Senate Minority Leader Gary Simpson (R-Milford) said he is undecided about SB 17, the medical marijuana bill, and claimed he is “concerned” that marijuana is a “gateway drug” that “leads to the use of more dangerous drugs.” I think we can pretty much give up on hearing anything intelligent on from that guy on the subject of cannabis.,

Photo: The Washington Post
Oakland City Attorney John Russo wouldn’t advise the city council on their plans for an industrial pot farm — so they hired another law firm.

​The City of Oakland has hired a new law firm to press ahead with its plan to authorize large-scale industrial medical marijuana farming operations. Last week, City Attorney John Russo said he and his office would no longer represent the city after the Council introduced a revised ordinance for the pot farm plan, in spite of recent warnings of potential criminal liability from both the district attorney and the U.S. attorney.

The law firm of Meyers Nave Riback Silver & Wilson have been hired to provide medical cannabis cultivation legal advice to the city in the absence of any help from City Attorney Russo.

City Attorney Russo’s withdrawal has inflamed relations with the city’s new mayor and several council members who accuse him of putting politics before his client’s interest, reporets Kate Moser of The Recorder.

Graphic: Reality Catcher

​In a huge win for medical marijuana advocates, a southwest Washington man who grew cannabis for a dying cancer patient has been acquitted of drug charges.

Mark Hensley of Vancouver, Wash., was arrested last year with 133 marijuana plants, many of them small clones between 1.5 to 2 inches tall, attorney Douglas Hiatt told Toke of the Town Friday afternoon.
Hensley was growing the plants to produce cannabis oil for his former tenant, William Britten, who died of esophogeal cancer last August.
Clark County Superior Court Judge Rich Melnick found Hensley not guilty on Friday, Hiatt told us.
His client, Hensley, was allowed to grow more than the Washington’s medical marijuana law’s presumptive limit of 15 plants because it takes lots of cannabis to produce the oil, Hiatt said. “Mr. Britten used a significant amount of cannabis for appetite and nausea and to control the pain, obviously. He was very, very sick.”

Graphic: 420list.org

​A platform for medical marijuana patients to share classified ads, listings, events, news and more, 420list.org serves as a central hub to facilitate communication between patients and dispensaries with local and real-time ads.

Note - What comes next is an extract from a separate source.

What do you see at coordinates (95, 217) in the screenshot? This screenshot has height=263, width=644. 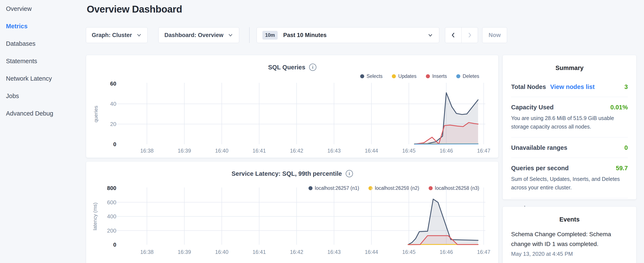 I see `svg-text: latency (ms)` at bounding box center [95, 217].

Jon at 420list.org answered a few questions for Toke of the Town.
Toke: How long has 420list.org been operating?
Jon: The official launch was on 4/20/10.
Toke: How many dispensaries are listed?
Jon: Currently there are 1,191 dispensaries (including delivery services), and 98 doctors listed.
Toke: How many states do you have listings for?
Jon: All 15 medical marijuana states, plus other states for news, etc.